If will_spawn_children incorrectly returns False when children have been spawned, Ngenea Hub will mark the job as complete while child tasks are still executing. Downstream automation (policies, notifications, cleanup) may trigger prematurely, acting on incomplete data. Always use DynamicSubmitter rather than implementing child spawning manually.

The DynamicSubmitter handles this automatically. You can override the will_spawn_children() method to implement custom logic:

class MyCustomSubmitter(DynamicSubmitter):
    def will_spawn_children(self) -> bool:
        return self._spawned_children

2.6.3. Sub-DAGs

Sub-DAGs allow you to dynamically define and submit workflows at runtime. A sub-DAG can consist of a single task or a chain of multiple tasks. Once submitted, it is automatically integrated into the parent job for reporting and job control.

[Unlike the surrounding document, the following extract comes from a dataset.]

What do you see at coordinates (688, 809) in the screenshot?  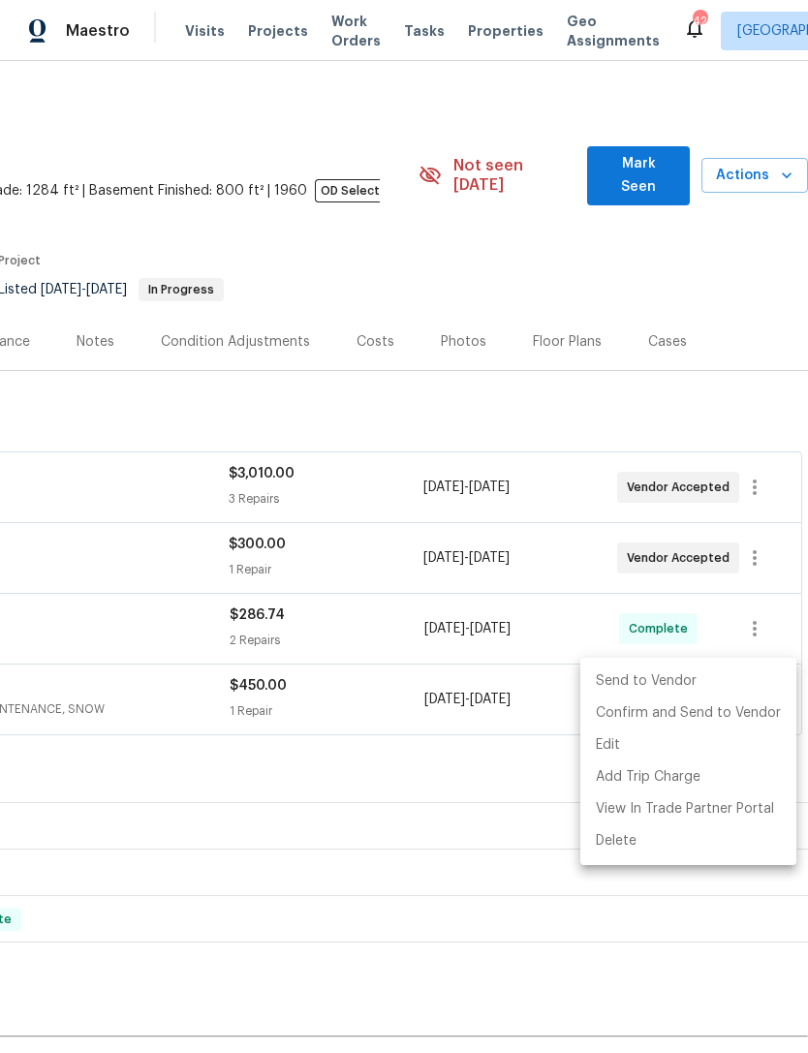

2.6.3.1. Single-Task Sub-DAG

Use task_template to define a single-task sub-DAG:

from arcapix.dynamo.server.dags.util import task_template, submit_subdag

def submit_stub_task(self, paths, source_site, dest_site, **kwargs):
    stub_template = task_template(
        "dynamo.tasks.reverse_stub",
        kwargs={
            "hydrate": False,
            "overwrite": True,
        },
        site=dest_site,
    )

    submit_subdag(
        paths,
        self.request.id,
        "dynamocore.tasks.dag.run_subdag",
        subgraph_template=stub_template,
    )

2.6.3.2. Multi-Task Sub-DAG (Chains)

For complex sub-DAGs with chained tasks, use the Graph and add_task helpers from arcapix.dynamo.server.dag.helper:

from arcapix.dynamo.server.dag.helper import Graph, add_task
from arcapix.dynamo.server.dags.util import submit_subdag

def submit_chain(self, paths, jobid, source_site, dest_site, endpoint, **kwargs):
    graph = Graph()

    xattr = graph.add_task(
        "dynamo.tasks.remove_location_xattrs_for_moved",
        kwargs={"jobid": jobid},
        site=source_site,
    )

    recall = graph.add_task(
        "dynamo.tasks.reverse_stub",
        parents=[xattr.id],
        kwargs={
            "jobid": jobid,
            "site": dest_site,
            "endpoint": endpoint,
            "hydrate": True,
            "overwrite": True,
        },
        site=dest_site,
    )

    submit_subdag(
        [{"path": p} for p in paths],
        self.request.id,
        "dynamocore.tasks.dag.run_subdag",
        subgraph_template=graph.to_dict(),
    )

The parents parameter establishes dependencies between tasks in the sub-DAG. In the example above, recall will only run after xattr completes.

Warning

If the parents parameter is omitted or incorrect, sub-DAG tasks will execute in parallel rather than sequentially. For operations that depend on ordering (e.g., removing xattrs before recalling a file), parallel execution can cause data corruption or silent failures. Always verify the dependency chain by confirming each task’s parents list references the correct predecessor task IDs.

2.6.4. Queue Utilities

Several utility functions are available for working with Celery queues in your tasks.

from arcapix.dynamo.server.queue import (
    get_current_task_queue_name,
    get_current_site,
    get_formatted_queue_name,
    ParsedQueueName,
)

Function / Class

Description

get_current_task_queue_name()

Returns the name of the Celery queue the current task is running on.

get_current_site()

Returns the name of the site the current task is running on.

get_formatted_queue_name(site, queue, function)

Returns the Celery queue name for a given site, queue, and function.

ParsedQueueName

A class representing a parsed Celery queue name with site, queue, and function attributes.

Example:

parsed_queue = ParsedQueueName.current_task_queue()

print(parsed_queue.site)      # london
print(parsed_queue.queue)     # highpriority
print(parsed_queue.function)  # custom

print(str(parsed_queue))      # london.highpriority#custom

Important

The format of Celery queue names is subject to change. Always use the above functions rather than manually parsing or formatting queue names.